Saturday, June 30, 2012

Aristotle on Screenwriting.


In a satisfying natural coincidence of two interests of this blog, Aristotle (notable in philosophy) wrote a book (Poetics) unpacking how serious drama was done in his time.  English script-development guru Stephen Cleary gave three talks at the Victorian College of the Arts in Melbourne Australia.  (It's Victorian only in being in a State called Victoria.  It's nature is a sort of strident Bloomsbury for 18-20 year olds.)

This blog post introduces them, and you can download them from there.

Plato wanted to ban fiction because it wasn't true, and he thought, couldn't contribute civic value.  Aristotle's defence of fiction (not that they had the concept fiction, but poetry and drama were understood to be in a different category from every events and rules for living) - I will begin again.  Aristotle's defence of fiction (according to SC) understood it from the inside out.  He looks at each of the elements and how it interfaces with the others, and what the overall effectiveness hinges on.

What I took from SC's explanation was that in a story, we understand people in ourselves - we read their situation intellectually and emotionally (and even physically - I sometimes notice I've got breathing anxiety when I see someone in a film underwater).  The complex drama (e.g. greek tragedy), though, keeps the protagonists off balance, constantly challenged or threatened by events, to which they respond with emotionally motivated actions that are not quite right, don't resolve the tension.
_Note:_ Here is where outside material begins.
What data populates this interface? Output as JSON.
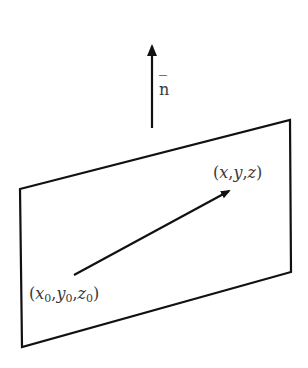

The tension is escalating throughout the film until, at last, there is a realisation.

The realisation needs to happen in a specific series of moments, the hero being knocked off balance one last time and then receiving information that throws the mind back to the start of the story, that changes the meaning of everything, that makes them realise for the first time what has really been happening. The audience, feeling along with them, should be moved - in tragedy they should feel pity, and terror.  This moment is the moment of catharsis, a moment of powerful intellectual, emotional and physical reprocessing that lays hold of one as you realise that you are subject to some powerful truth, just as the tragic hero is: Macbeth learns that murder is wrong.  In a different type of film, Field of Dreams, Kevin Costner (and we) remember how we love our fathers, and they love us.

Please listen to the whole thing.  It's very good if you are interested in philosophy, film, or even just an interesting bit of psychological / cognitive processing.